Second point is spot on. Not many companies have the engineering capabilities. Dropbox has so much potential, but their business vision wasn't great to say the least.


Dropbox is itself a cloud provider. A consumer/SMB cloud provider. It makes total sense they build up their own infrastructure, not only from a purely profit/scale point of view.

It's about their core values and identity, at least because in this way they are seen in the market as a big player and not just as another AWS reseller with some added benefits.


There's a lot of companies that have the scale to benefit from running their own tech, fewer who have the skills and number of people, but it's not a small niche even so.


CrowdStrike is building its own servers to move off from AWS as well.

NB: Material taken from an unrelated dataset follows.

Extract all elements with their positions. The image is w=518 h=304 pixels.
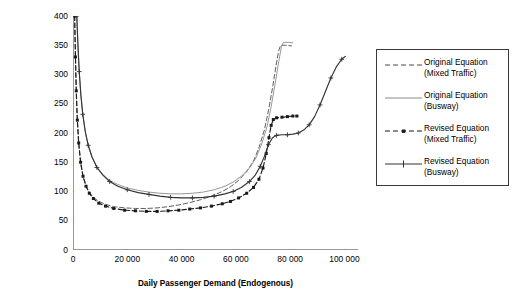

Netflix is a counterpoint? A good fraction (though not majority probably) of their cost is probably bandwidth and computation yet they continue to offload that to a cloud provider, who's a direct competitor no less.


Netflix plays both sides rather strongly, e.g. they run some of their hardware in your isp's buildings: https://openconnect.netflix.com/en/

By some measures, that's much more extreme than running your own datacenter.


netflix does not serve their bits over amazon. they have their own major infra, and operate a large and distributed cdn, including edge caches colocated within eyeball networks.

it would be insane for them to deliver their video content over aws.


Netflix does run their own CDN for video content, presumably to avoid that exact problem. I would imagine that's by far the most expensive part of their business.